Zoe whipped around; the milk slipped from her hand and she swore as it hit the floor. She hesitated, unsure which intervention was the more urgent; eventually she crouched to snatch up the carton before its contents pooled too far over the tiles, and grabbed a dishcloth with the other hand to wipe up the spillage, one frantic eye on Edward. She had left the pad on the kitchen table in the early hours of the morning, after she finished writing, her eyes barely open but her mind and pen racing; he had picked it up and begun flicking through at random.
‘Could you—’ she reached out a hand for it.
‘This one’s creepy – who is it?’ He stopped at a pen-and-ink portrait of a man standing beside tall arched windows, his face obscured by shadow, a thin birch cane in his hand.
‘No one. It’s abstract.’ She threw the cloth into the sink and snatched the book away from him, closing it before he could turn the page to find her fevered scribbles from the previous night. ‘Sorry. I prefer to keep it private.’
‘No, I’m sorry. Me being an oaf again. I wanted to see some of your paintings of the island.’
‘I haven’t done any yet.’ Then, realising how harsh she sounded: ‘There’s this, I guess.’ She flipped the pages until she came to the watercolour of the bay she had painted on her first morning, after the first of the dreams. She held the book out towards him, keeping a tight hold of it. Edward whistled.

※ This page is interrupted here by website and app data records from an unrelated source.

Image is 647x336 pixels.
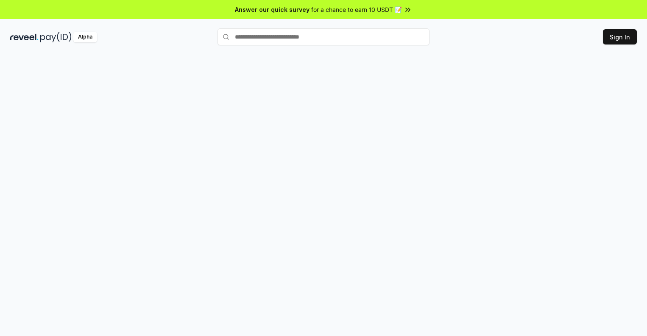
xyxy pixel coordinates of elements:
[10,32,39,42] img: reveel_dark
[311,5,402,14] span: for a chance to earn 10 USDT 📝
[235,5,310,14] span: Answer our quick survey
[73,32,97,42] div: Alpha
[40,32,72,42] img: pay_id
[603,29,637,45] button: Sign In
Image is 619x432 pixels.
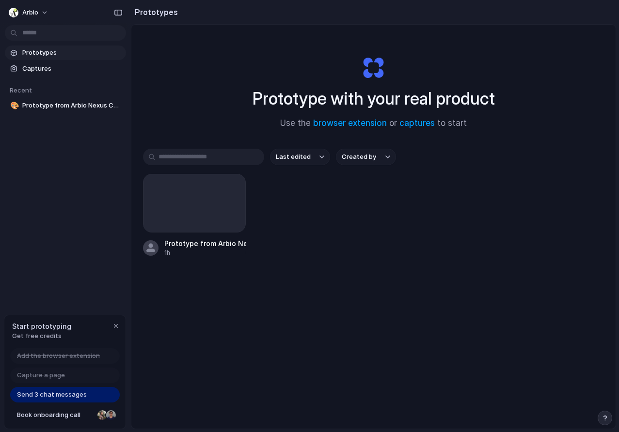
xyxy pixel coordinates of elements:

‘That’s beautiful. Really stunning. Who’s the person on the beach?’
Zoe frowned, turning the page around to face her. She recalled her decision to paint in the figure standing on the beach, at the furthest edge of the cove where the strand curved around towards the cliffs and the sand gave way to a staggered series of sharp-toothed rocks at their foot, but she had no recollection of why she had done so. She rarely put people into her landscapes; the natural world spoke to her more clearly when it was uninhabited. But she had placed this figure – a vague outline of inky-violet – in the exact spot where she thought she had seen someone from the gallery windows after she woke from her sleepwalking that first night. You could not tell, in the painting, whether the person was looking up at the house or out to sea.
‘I don’t know yet,’ she said, closing the book.
Beyond the kitchen window, the sunlight was once more muted by clouds scudding in from the horizon, the sea turned matt and dull as the day faded. Zoe stood at the sink and watched the waves cresting further out as the tide encroached slowly up the shoreline; she was beginning to learn its rhythms now. Behind her, the only sounds were the crackling of wood in the stove and Edward pouring himself another coffee. She half-wished he would leave without a prompt, but at the thought of being left in the house as daylight ebbed, a queasy dread stole up her throat – not so much a fear of the silence as of what might fill it. Why was it so hard to be alone with her thoughts, when that was what she had wanted?
She glanced behind her and noticed the plastic bags from the supermarket lolling against the table leg where she had dropped them earlier in her wild dash to the sea. As she bent to pick one up, she saw a tray of chicken fillets inside. She had planned to make a casserole and keep what was left to eat cold, but there was easily enough food here for two people. In another bag there was a bottle of half-decent red wine.
‘Should I go?’
Zoe turned and met his frank gaze through the steam rising from his mug. The question was unnervingly direct, slicing through the veil of his usual diffidence and cautious manners. She sensed a choice laid before her; he was offering her a chance to nip this in the bud before it had even begun, whatever this was. He was handing the decision to her, and all the sense that pertained to her years told her what she ought to say. She leaned down, grasped the bottle of wine by the neck and raised
it aloft.
‘Unless you want to stay for dinner?’
He held her look, a tentative smile softening his face. It was the response he had been hoping for, she could tell; perhaps it was what he had anticipated all along, as he drove across the moor with her scarf, never imagining that he would have to snatch her naked from the waves. She felt a sudden rush of culpability, so intense she might almost have called it a premonition, if she had believed in such things. She hesitated briefly, and set the bottle down on the table.